Archive for the ‘Girl from Mars’ Category

I am having such a ball writing Girl from Mars!
Yeah, sure, I don’t know what’s going to happen, after the next chapter or so. But the heroine, Fil, is truly a hoot. Also, I’ve had to make up the history of the science fiction comic she draws for, and drop in tidbits of episodes from it, and that is lots and lots of fun.
I keep on having to read bits aloud to my husband.
Remind me of this, will you, when I get to the suckage point?

Because I am being an internet whore (hooray!) I’m a guest today on Jennifer’s Random Musings. Pop on over for a chance to talk about beautiful men and also to win a copy of One Night Stand!
I said I’d blog a little bit about my process for plotting a novel. I’m not much good with plot as a whole; I tend to find that the characters provide the action, so my main job is figuring out the characters. Yesterday, I wrote down a whole bunch of questions about my main character, her three best friends, and the comic book she works on. I’ve answered some of those questions, but I’ve got more work to do on it. As I answer the questions, often scenes pop into my head.
In the early stages of structuring a novel I need to think about how the themes of the book work, and how the secondary characters reflect the main character. Like, for example, in One Night Stand, the characters of Eleanor’s relatives, Sheila and June, reflect issues that Eleanor herself is going through, about change, parenthood, and the nature of responsibility. I developed them and chose what happened to them purely because of how these things would affect Eleanor.
Girl from Mars is about loyalty, and I’ve begun to figure out why and how loyalty affects Fil (the heroine) and Dan (the hero). Now I’m going to do some work about what loyalty means to her three best friends, Jim, Digger, and Stevo–and also what it means to the character in the comic book she draws, “Girl from Mars”.
This should, pretty much, give me the plot! For example, I’m suspecting that Digger has a secret about his family, a very good reason why he doesn’t owe his father any loyalty at all. But something traumatic will happen that tests how he feels about his father and what kind of person Digger is. Of course Digger is a secondary character, so I need to think about how and where I can place this traumatic event so that it actually tests the protagonist Fil’s emotions and sense of herself, too.
I really find that choosing themes in this way, or an issue I want to explore in various permutations, helps me develop the story. Other themes come in, too, and it all gets complicated, but having a general “big idea” is really useful to me.

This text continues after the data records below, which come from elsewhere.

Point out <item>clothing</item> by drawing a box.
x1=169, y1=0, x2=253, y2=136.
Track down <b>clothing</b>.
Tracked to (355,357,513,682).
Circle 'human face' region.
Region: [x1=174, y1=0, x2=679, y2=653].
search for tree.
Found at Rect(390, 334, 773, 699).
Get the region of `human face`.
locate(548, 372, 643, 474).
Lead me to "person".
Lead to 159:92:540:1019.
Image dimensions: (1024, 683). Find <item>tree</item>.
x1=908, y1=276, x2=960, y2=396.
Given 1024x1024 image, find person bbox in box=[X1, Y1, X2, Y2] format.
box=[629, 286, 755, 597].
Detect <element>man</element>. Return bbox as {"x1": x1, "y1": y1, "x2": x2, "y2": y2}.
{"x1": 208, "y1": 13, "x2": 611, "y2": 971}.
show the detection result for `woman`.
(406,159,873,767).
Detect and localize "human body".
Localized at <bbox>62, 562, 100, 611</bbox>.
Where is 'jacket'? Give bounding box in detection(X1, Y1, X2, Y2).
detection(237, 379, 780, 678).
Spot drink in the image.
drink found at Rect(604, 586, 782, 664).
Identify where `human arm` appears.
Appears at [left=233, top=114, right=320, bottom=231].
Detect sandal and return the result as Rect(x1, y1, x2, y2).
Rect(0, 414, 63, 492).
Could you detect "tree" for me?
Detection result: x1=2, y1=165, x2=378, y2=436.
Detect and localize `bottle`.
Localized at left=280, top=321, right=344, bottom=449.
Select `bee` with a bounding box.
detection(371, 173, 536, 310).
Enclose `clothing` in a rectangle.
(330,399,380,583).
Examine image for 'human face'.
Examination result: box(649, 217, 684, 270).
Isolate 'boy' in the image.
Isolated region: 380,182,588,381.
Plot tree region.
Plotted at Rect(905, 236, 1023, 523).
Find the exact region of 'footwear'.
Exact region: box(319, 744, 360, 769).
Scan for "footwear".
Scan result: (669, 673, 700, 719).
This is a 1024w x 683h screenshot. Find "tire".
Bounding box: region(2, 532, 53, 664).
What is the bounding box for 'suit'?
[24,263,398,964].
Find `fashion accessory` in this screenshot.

I gave in my revisions for Honey Trap yesterday, and spent the afternoon unsuccessfully shopping for a frock for the RNA awards lunch on the 4th of February. I figure as I’ve been shortlisted this is a good excuse for a new dress. Why is it, though, that when you don’t need a new dress you see loads and loads of them that you love, and when you do need one, everything is either black or stupid?
Anyway now it’s time for me to get back to my next book, Girl from Mars. I opened the word doc this morning and had a read and I am happy to say that I just LOVE this heroine. She is absolutely hilarious and also very sweet and (like all my characters, strangely enough) completely obsessive. I laughed out loud several times. So this is all a really good sign. If only I knew what was going to happen.
I’m going to spend a few days brainstorming and diagramming.

I’m having the most awesome time doing research for Girl from Mars, my next book, about a female comic book artist.
There are three books beside my bed. One is William Eisner’s classic Comics and Sequential Art, an examination of how comics work. The other is the fun and awesome Understanding Comics, by Scott McCloud, which is an analysis of comics, drawn/written as a comic book. I got the Eisner out of the library, but I bought the McCloud, and I’m glad I did because I think it’s given me some of the central metaphors for this book. Comics work differently than plain text; they have a vocabulary and grammar of space and time and image that is unique, and gives me an insight into how my heroine’s mind works.
Beside that is Batman: Dark Victory by Joseph Loeb and Tim Sale. I am a Batman fan and when I got the idea for Girl from Mars I went to the library and got out every Batman comic they had. This is one of my favourites so far (except for the weird, weird gothic Arkham Asylum by Grant Morrison and Dave McKean, which I own and have read so much it’s falling to bits).
My internet research has been on Batman (of course), but more on 2000AD and Dan Dare, because the comic Girl from Mars, which Fil draws, is a British comic. Which gives me another theme, differences between the USA and UK, which is something that I’m interested in for obvious reasons.